The persistence of abdominal or loin pain, gross hematuria, development of oliguria or anuria and hemodynamic instability, like hypotension and tachycardia, are clinical indicators of a significant bleed after renal biopsy. Ultrasound should be done at the minimal suspicion to rule out the presence of subcapsular or perirenal hematoma. This should be followed by CT study which can further clarify any abnormal ultrasound finding. Active bleeding can be identified with the use of contrast enhancement and further actions can be decided according to the severity [9]. However, false-negative results can be obtained if the bleeding is less than 0.5 mL/min [10].

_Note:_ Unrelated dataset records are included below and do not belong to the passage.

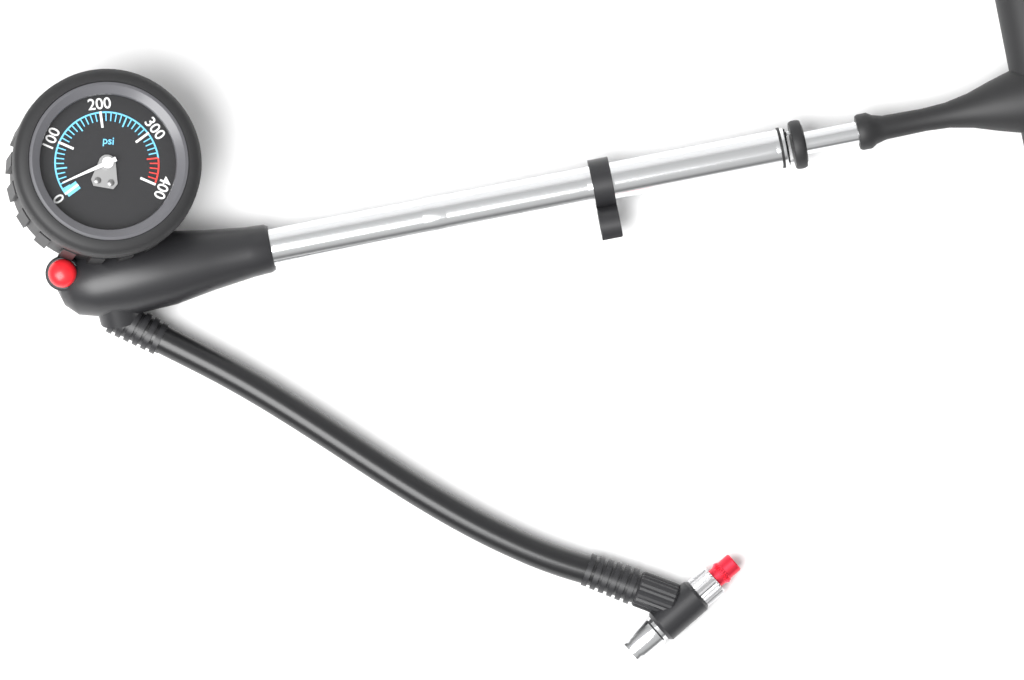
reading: 20 psi
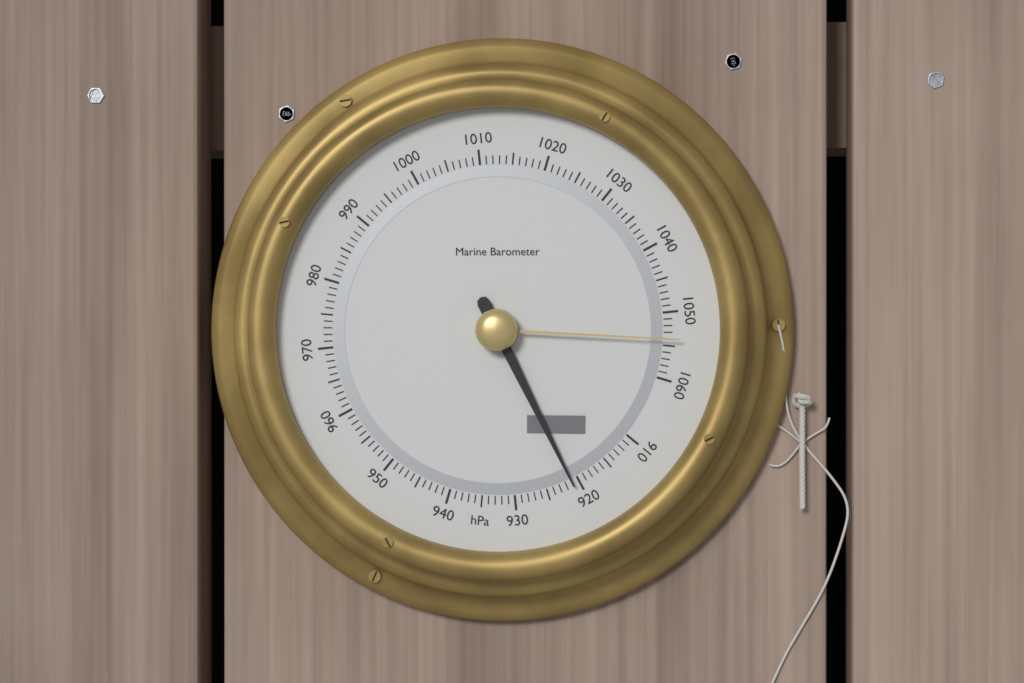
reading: 921 hPa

Endovascular embolization is a very effective method for managing patients who do not respond to conservative treatment. When compared to surgery, it is relatively simpler, more safe, and gives prompt results in controlling the hemorrhage and it is life saving [11]. Although metallic pushable coils are the most frequently used embolic agents, however other embolic agents like microparticles, gelfoam and rarely use of glue has also been described in literature [12-14].

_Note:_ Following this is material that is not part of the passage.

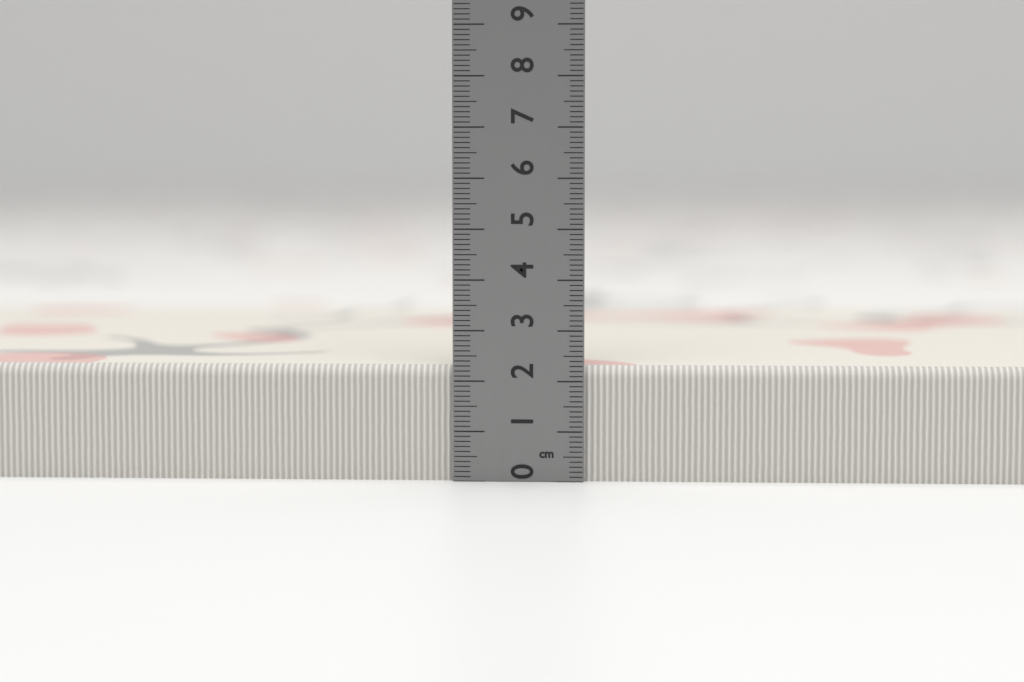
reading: 2.3 cm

The international literature is replete with case reports on arterial embolization after complicated renal biopsy but our case is rare as two different vessels were injured by single biopsy path and both were successfully treated by coil embolization.
Conclusion
Hemorrhage post-renal biopsy is usually self-limited and rarely requires intervention. Massive hemorrhage causing hemodynamic instability is a rare complication and usually arises from renal artery. Injuries of extrarenal arteries by renal biopsy needle are very rare complications of the procedure and must always be kept in mind especially in obese patients. It may represent a diagnostic and therapeutic dilemma. Selective transcatheter arterial embolization is increasingly considered as an acceptable, minimally invasive and reliable method of managing massive acute hemorrhage which should be attempted prior to any surgical revision. However, it must be done only by experienced interventionists to avoid complications. After biopsy, an observation time of up to 24 h remains optimal as an observation period of less than 8 h risks missing more than 33% of complications.